By late November, managing partner Jean Marie Clauzel checked in again. "We are ready to ship immediately a set in black but would need it back mid December. Is this doable? I apologize but the roll-out of first production exceeds our expectations and we need products for buyers." So much for digital snobs claiming that physical media are dead. And yes, this does remain a niche market but ambitious CD players from Audionet to Gryphon, Accustic Arts to C.E.C., B.M.C. to mbl, Esoteric to Luxman to T+A show that serious listeners with serious collections haven't given up on the format yet.

So I congratulated Jean Marie and expressed readiness if the units were fully burnt in. He confirmed that they were so the date was on. Buyers are expected to decide in a matter of hours, at best over a weekend with a loan from an amenable dealer. Should it take professional reviewers months to recognize then verbalize a presentational style? It's fun when illustrious loaners beyond one's pay grade are allowed to linger for a bit longer—who in their right mind would say no to living large for a spell?—but it's certainly no necessity. Holding costly gear hostage whilst waiting interminably for writer's block to thaw is unprofessional and disrespectful to the firms who dispatch expensive loaners.

Le Baskin Robbins. The US chain of specialty ice cream shoppes is famed for its breadth of flavors. With the big four-box Métronome set as deep as it is wide—the main chassis have three flat footers, the power supplies soft-nosed variants—one gets two main modes, three format choices, six filter options and sundry upsampling. There's transistors or tubes selectable by touching the tube symbol on the DAC's screen. There's native PCM, CD resampled up to 24/384, native DSD, SACD resampled to 256, CD resampled to DSD64 or DSD128. DSD256 only works on physical SACD. "Our electronics can't manage resampling from 44.1kHz to 11.2MHz which I feel would be 'too much' anyway" explained JM. Then there are sharp, slow and super-slow roll-off filters, short-delay sharp/slow and low-dispersion slow. On the DAC, one can defeat unused inputs, on the transport the resampler option. There's a separate command to access the desired layer of dual-layer discs.
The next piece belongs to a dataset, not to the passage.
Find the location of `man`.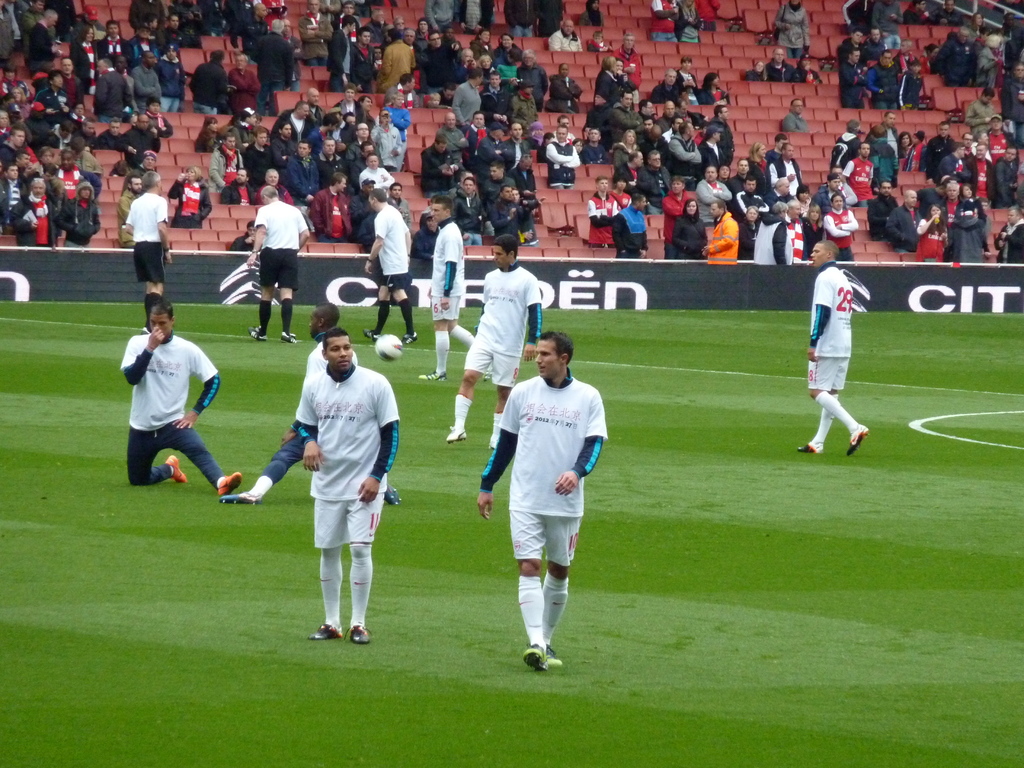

To make room for this quad stack, our Denafrips Terminator DAC had to leave the rack as did the Vinnie Rossi L2 Signature preamp which relocated to inbetween the amplifiers.
CD resampled to DSD128 then output via I²S over a top-line Audioquest HDMI cable with active dielectric battery bias.

The displays on both can be set to dark/light background with an extensive color palette and various dim modes including black-out. The DAC display even has two background motives aside from flat. With their thick U-shaped covers, case construction is solid but not of the fat-panel type à la Pass Labs preamp or our Kinki Studio and Denafrips kit. To push material excess further is for the pure Kalista models. The long narrow hard-plastic remote in black can be set to operate an amplifier to include volume up/down. Set to CD instead, it answers to direct track access, repeat modes, mute, next/last, fast forward/back, play, pause and stop commands. Two AAA batteries power it.

To feel the digital pulse of this imposing French metronome, the rest of the signal path became our L2 linestage with either Western Electric VT52 direct-heated power triodes or set to tube bypass. That fed 200-watt LinnenberG Liszt mono amps with lateral Exicon Mosfets which drove Børresen Acoustics 02 loudspeakers, all power delivery by Vibex, all cabling by South Korea's Allnic except for the Audioquest HDMI. Gain of the c|AQWO was set to 1.4V.